I pictured the endings of the contract years as a moment, as a clear line, as the email that arrived or did not arrive, the door that opened or closed. But the ending was not a moment. The ending was a season. It was the gradual understanding that something was no longer sustainable, the body’s insistence arriving before the mind’s acknowledgement, the accumulating evidence of a cost that exceeded what the work was worth, the slow crossing of a threshold that I could not have pointed to at the time because I was inside it and thresholds only look like thresholds from the outside.

My mother’s ending will not be a moment either.

I am learning this. It is already a process of ending and also of continuing and the two things are simultaneous, are the same season, which is what I did not understand when I was young about what the ending of a life looked like from inside it. From inside it there is still tea and there are still songs and there are still the clear days and the moments of sharp irreverent humour and the hand held at the end of the evening. The ending is not the absence of all of that. The ending is that alongside all of that.

I know about the endings that are really beginnings.

The retirement that felt like loss until it felt like arrival. The children leaving that felt like diminishment until it felt like expansion. The relationship to the body that was adversarial until it became something closer to a late-forged peace. These endings were not losses. They were the releasing of one version of things to make room for the next version, which could not enter until the previous one had finished.

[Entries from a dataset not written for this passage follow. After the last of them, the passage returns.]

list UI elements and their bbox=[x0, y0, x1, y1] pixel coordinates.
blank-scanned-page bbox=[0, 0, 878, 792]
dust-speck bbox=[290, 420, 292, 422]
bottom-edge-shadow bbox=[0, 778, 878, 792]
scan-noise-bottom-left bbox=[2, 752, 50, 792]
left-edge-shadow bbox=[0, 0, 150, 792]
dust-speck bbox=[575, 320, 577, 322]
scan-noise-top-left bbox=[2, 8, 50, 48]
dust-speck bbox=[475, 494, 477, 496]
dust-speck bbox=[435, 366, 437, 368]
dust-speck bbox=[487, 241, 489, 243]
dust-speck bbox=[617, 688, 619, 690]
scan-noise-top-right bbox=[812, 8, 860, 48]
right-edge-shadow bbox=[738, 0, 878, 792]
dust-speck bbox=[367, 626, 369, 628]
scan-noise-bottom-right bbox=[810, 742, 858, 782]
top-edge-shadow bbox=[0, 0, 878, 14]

I am trying to hold all of this at once.

The knowledge that endings contain beginnings and that this is not a comfort when the ending is the ending of someone you love, that the beginning-that-follows will be yours and not hers and that the asymmetry of that is its own kind of grief that does not resolve into consolation no matter how much time I spend with it. I hold it anyway. I hold it because she is still here and the holding is not only for the ending, it is also for the now, for the tea and the songs and the hand and the clear days, which are still here, which are the whole of what there is, which I am learning, one day at a time, are enough.

Author: Amy Tucker

Amy Tucker is a graduate of the Master of Human Rights and Social Justice program at Thompson Rivers University on Secwépemc territory. Her work develops alonetude—intentional, positive aloneness—as a counter-frame to loneliness, across personal, somatic, and structural registers. 30 Days by the Sea is her digital thesis.